Reform UK - Migration
Expand detention and deportation capacity
Build 24,000 removal-centre places and run up to five deportation flights a day.
Last updated: May 2026.
Capacity target
Reform's live page and Operation Restoring Justice set a five-year programme: 24,000 removal-centre places, treaty changes and up to five deportation flights a day.
- 24,000 removal places are planned.
- Up to five flights a day are proposed.
- Reform claims GBP 42bn over ten years.
Core trade-offs
Asylum accommodation and support costs may fall if removals are lawful and rapid. Upfront capital, detention, policing, legal and diplomatic costs are large.
- Accommodation savings are the claimed benefit.
- Home Office capacity costs rise first.
- Legal failure could erase savings.
Illustrative fiscal impact
-GBP 3.0bn to +GBP 6.0bn. Central estimate: +GBP 1.0bn.
- Positive numbers mean public-finance pressure; negative numbers mean Exchequer savings.
- 24,000 places is the main scale marker.
- Gross costs and receipt offsets are separated in methodology.
- Behaviour and pass-through widen the range.
- This is not an official costing.
Economic impact by 2027-28
- Jobs: Creates enforcement and construction demand; wider labour-market effect is limited.
- Wages: No broad wage effect; sectoral impacts depend on right-to-work restrictions.
- Prices: Limited aggregate price effect, though detention procurement costs rise.
- GDP / productivity: Likely small or negative if resources crowd out other Home Office work.
Assessment
The policy could reduce asylum accommodation costs only if removals are legally, diplomatically and operationally deliverable at scale. The first fiscal effect is likely cost pressure from detention capacity, staff, litigation and flights. Claimed long-run savings should not be treated as bankable near-term money.
Confidence: Low. Reform gives capacity targets and savings claims, but operational costs and legal feasibility remain unresolved.
Main risks
- Legal constraints: Court challenges or treaty limits could slow removals and raise detention costs.
- Capital overrun: Building and staffing 24,000 places quickly could cost more than assumed.
- Diplomatic failure: Removals require receiving-country cooperation, not only UK capacity.
Safeguards
- Publish Home Office unit-cost assumptions.
- Separate capital costs from later accommodation savings.
- Audit legality before booking savings.
Academic evidence
Dustmann and Frattini, Economic Journal, 2014
Fiscal effects of immigration
Fiscal effects depend on employment, age and service use; asylum/deportation subgroups require separate data.
Useful background, but weak for costing deportation operations.
Manacorda, Manning and Wadsworth, Journal of the European Economic Association, 2012
Immigration and UK wages
UK immigration had little detectable effect on native wages in the period studied.

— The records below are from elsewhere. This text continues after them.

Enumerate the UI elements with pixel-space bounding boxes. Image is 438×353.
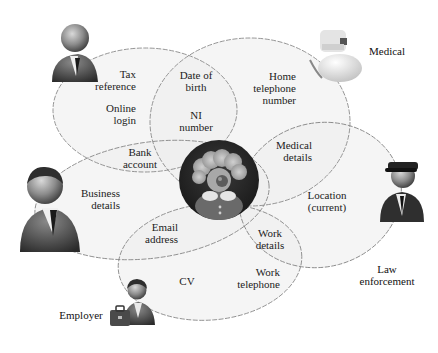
- label-line: Date of: [172, 69, 220, 81]
- label-line: Work: [250, 227, 290, 239]
- label-line: Bank: [110, 146, 170, 158]
- actor-label-law-enforcement: Law enforcement: [355, 263, 419, 287]
- label-line: Tax: [88, 68, 136, 80]
- label-line: NI: [172, 109, 220, 121]
- label-date-of-birth: Date of birth: [172, 69, 220, 93]
- label-cv: CV: [172, 275, 202, 287]
- label-line: login: [90, 114, 136, 126]
- actor-label-medical: Medical: [362, 45, 412, 57]
- label-line: Medical: [260, 139, 312, 151]
- label-line: details: [260, 151, 312, 163]
- label-line: Law: [355, 263, 419, 275]
- label-line: birth: [172, 81, 220, 93]
- label-business-details: Business details: [72, 187, 120, 211]
- label-line: Online: [90, 102, 136, 114]
- label-line: number: [172, 121, 220, 133]
- actor-label-employer: Employer: [58, 309, 104, 321]
- label-bank-account: Bank account: [110, 146, 170, 170]
- label-line: Work: [228, 266, 280, 278]
- label-tax-reference: Tax reference: [88, 68, 136, 92]
- label-line: Business: [72, 187, 120, 199]
- label-ni-number: NI number: [172, 109, 220, 133]
- label-work-telephone: Work telephone: [228, 266, 280, 290]
- label-line: Email: [140, 221, 178, 233]
- label-online-login: Online login: [90, 102, 136, 126]
- label-work-details: Work details: [250, 227, 290, 251]
- label-home-telephone-number: Home telephone number: [238, 70, 296, 106]
- clown-person-icon: [179, 140, 259, 220]
- label-line: telephone: [238, 82, 296, 94]
- label-line: Home: [238, 70, 296, 82]
- label-line: telephone: [228, 278, 280, 290]
- label-line: enforcement: [355, 275, 419, 287]
- label-line: details: [250, 239, 290, 251]
- label-line: Location: [300, 189, 354, 201]
- label-line: details: [72, 199, 120, 211]
- label-line: (current): [300, 201, 354, 213]
- medical-doctor-icon: [310, 30, 362, 82]
- label-email-address: Email address: [140, 221, 178, 245]
- label-line: reference: [88, 80, 136, 92]
- label-line: account: [110, 158, 170, 170]
- label-line: CV: [172, 275, 202, 287]
- label-location-current: Location (current): [300, 189, 354, 213]
- label-line: address: [140, 233, 178, 245]
- label-line: number: [238, 94, 296, 106]
- label-medical-details: Medical details: [260, 139, 312, 163]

Warns against overstating labour-market gains from removals.
The Impact of Immigration on the Structure of Wages: Theory and Evidence from Britain (2012)
UK government evidence
Reform UK, 2026
Current immigration plan
Reform pledges detention, deportation, treaty changes, no free housing or benefits, and stricter visas.
Current policy anchor.
Reform UK, 2025
Boriswave fiscal claim
Reform estimates a GBP 154bn discounted lifetime cost for a medium Boriswave settlement scenario.
Party-side context, not official costing.
Sources
- PolicyLens illustrative scenario methodology: Expand detention and deportation capacity Internal - PolicyLens, 2026
- The Fiscal Effects of Immigration to the UK Academic article - Dustmann and Frattini, Economic Journal, 2014
- Migration Advisory Committee evidence base Official advisory report - Migration Advisory Committee, 2024
- The Cost of the Boriswave Party policy document - Reform UK, 2025
- Operation Restoring Justice Party policy document - Reform UK, 2025
- The Impact of Immigration on the Structure of Wages: Theory and Evidence from Britain Academic article - Manacorda, Manning and Wadsworth, Journal of the European Economic Association, 2012
- Our Policies Party policy source - Reform UK, 2026
Other Reform UK policies
PolicyLens estimates are illustrative and not official costings.